In both Knife in The Water and Repulsion Polanski displayed an acute psychological insight into the characters’ relationships and predicaments. In relation to Repulsion a leading psychiatrist asked him how he knew so much about schizophrenia. It was “just his imagination” he was forced to reply. Now, in Cul de Sac, he added humour. From the start the film is full of black humour, role reversal and a sense of the ridiculous. The castle is overrun by chickens; there seems to be nothing but eggs (would Freudians have a comment?) and home-made vodka to consume. In one delicious scene the rough-hewn Richard is transformed into the butler. And one of my favourite moments in all cinema is when Teresa, listless, tipsy and playful, rips and folds pages from her magazine, gently inserts them between the slumbering Richard’s toes, and sets them on fire.

As with Knife in The Water, Polanski maximises the atmosphere afforded by his location. The film was shot on Holy Island off the Northumbrian coast, with all the attendant difficulties that that entailed. (A brand new camera car was enveloped by the waves.) But visually the film benefits from a strong, clear northern light and vast horizons. A visit by former friends is announced by their Jaguar racing over the flat sands. Chickens, gulls and owls punctuate the soundtrack. Powerful sequences are allowed to unfold with little or no dialogue. The castle offers creepy stone passageways and a plethora of ticking clocks.

True, not all the acting is of the first order. Maybe the budget limited his casting choices, and Polanski of course was not working in his native tongue. But Pleasence delivers a beautifully sustained, over-the-top performance, one of the best of his career.

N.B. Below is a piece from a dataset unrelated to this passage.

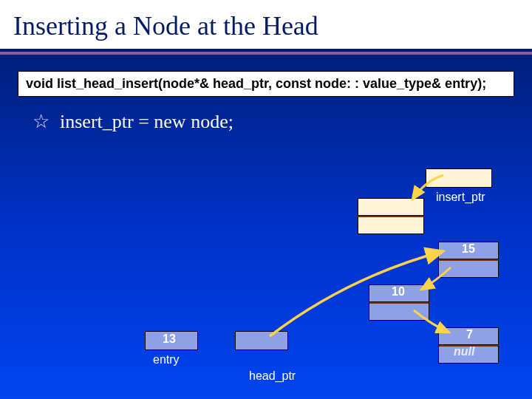 Image resolution: width=532 pixels, height=399 pixels. What do you see at coordinates (355, 303) in the screenshot?
I see `arrow-headptr` at bounding box center [355, 303].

At the centre of the film is an extraordinary sequence which exemplifies the developing relationship of the three protagonists. They are on the beach. George and Richard are drinking. Teresa contemptuously flounces off to have a swim. George follows her but falls in the sand and returns to Richard. He pours his heart out, describing the difficulties of his marriage. Richard hears a small plane and thinks that rescue is at hand. George assures him that it is a regular flight and as the plane sweeps low overhead Richard, angry at being betrayed, pulls out his gun and fires uselessly at the receding shape. Teresa emerges from the waves, shuns George’s overtures and the three of them disappear over the dunes. Polanski, against all the advice on offer, insisted on shooting the sequence in a single, choreographed, seven-and-a-half-minute take, including the appearance of the plane. Perhaps only a young, confident director, absolutely on top of his talent, would have dared.

Polanski went on to make more extraordinary and bigger movies, but one feels, especially when he stopped originating his own screenplays, that there was less exuberance in his movie making. And it is amazing to know that even fifty years ago, Cul de Sac cost only £120,000 to make.

Cul de Sac, a little-seen gem, well worth your attention, has been known to crop up on late night TV, and can be found on DVD and Blu-ray.

Graham Buchan

About Graham Buchan

Having graduated as a Chemical Engineer, he developed an alternative freelance career in the US and British film, TV and video industries. He has visited over fifty countries which include communist dictatorships, theocracies, absolute monarchies and countries undergoing revolution (violent and non-violent) and economic meltdown. He has published travel writing, short fiction, dozens of art and film reviews and four books of poetry.

Having graduated as a Chemical Engineer, he developed an alternative freelance career in the US and British film, TV and video industries. He has visited over fifty countries which include communist dictatorships, theocracies, absolute monarchies and countries undergoing revolution (violent and non-violent) and economic meltdown. He has published travel writing, short fiction, dozens of art and film reviews and four books of poetry.